Why We Go Back
Audio Version Coming Soon
We go to a place in the mountains by a small river. It isn’t the perfect place.
We pass nicer ones on the way—places with wider water, cleaner views, choices that would make more sense.
We go because of the woman who is there.
For forty years, through different seasons of our lives, she and her husband folded us into their family…no ceremony, not legal, not blood. Just chosen.
Their place is simple. Across the river, a coal mine. Up the back hill, woods that don’t care who you are. The kind of place that holds memories without trying to display them.

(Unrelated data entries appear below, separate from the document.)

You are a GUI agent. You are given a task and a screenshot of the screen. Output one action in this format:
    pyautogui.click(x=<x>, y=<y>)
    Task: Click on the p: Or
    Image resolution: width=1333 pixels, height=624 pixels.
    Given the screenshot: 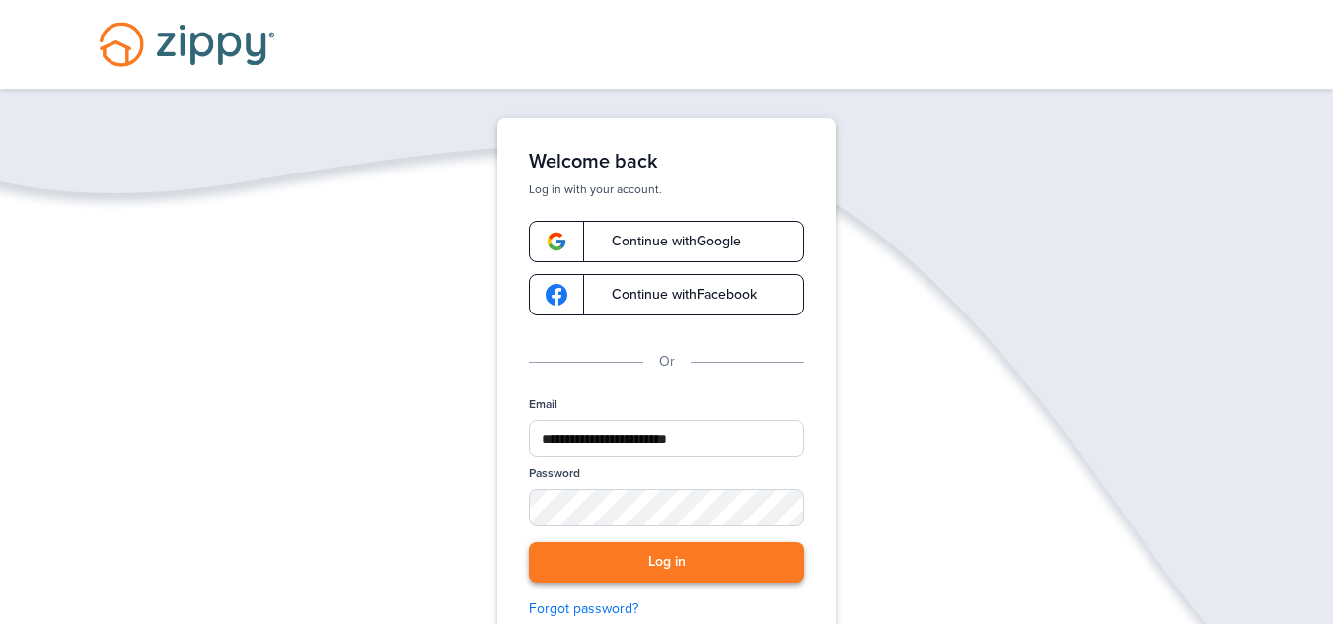 What is the action you would take?
    pyautogui.click(x=667, y=362)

Behind the camp, across the tracks the coal trains still use, there’s a split rock high on the mountain. One stone torn clean in two, the gap wide enough to walk through, the walls rising taller than you expect. The rock doesn’t matter much on its own, to me anyway. It matters because she and her husband took us there.
We’ve sat with her through August afternoons and mornings that kept their coats on. We’ve watched the river rise and drop. Eaten meals that didn’t need names. Played a lot of games. Talked. Not talked.
We don’t go for the view. We go to be near somebody we love—someone who knows us without requiring a summary.
Her husband is gone now. She isn’t.
We go to be with her.
Someday, when she’s gone, we won’t come back…not because the place changed, but because the reason did.
The river will still run. The road will still lead there.
But what we loved was never the mountains or the river.
It was the people.
And when they’re gone, the place is just a place.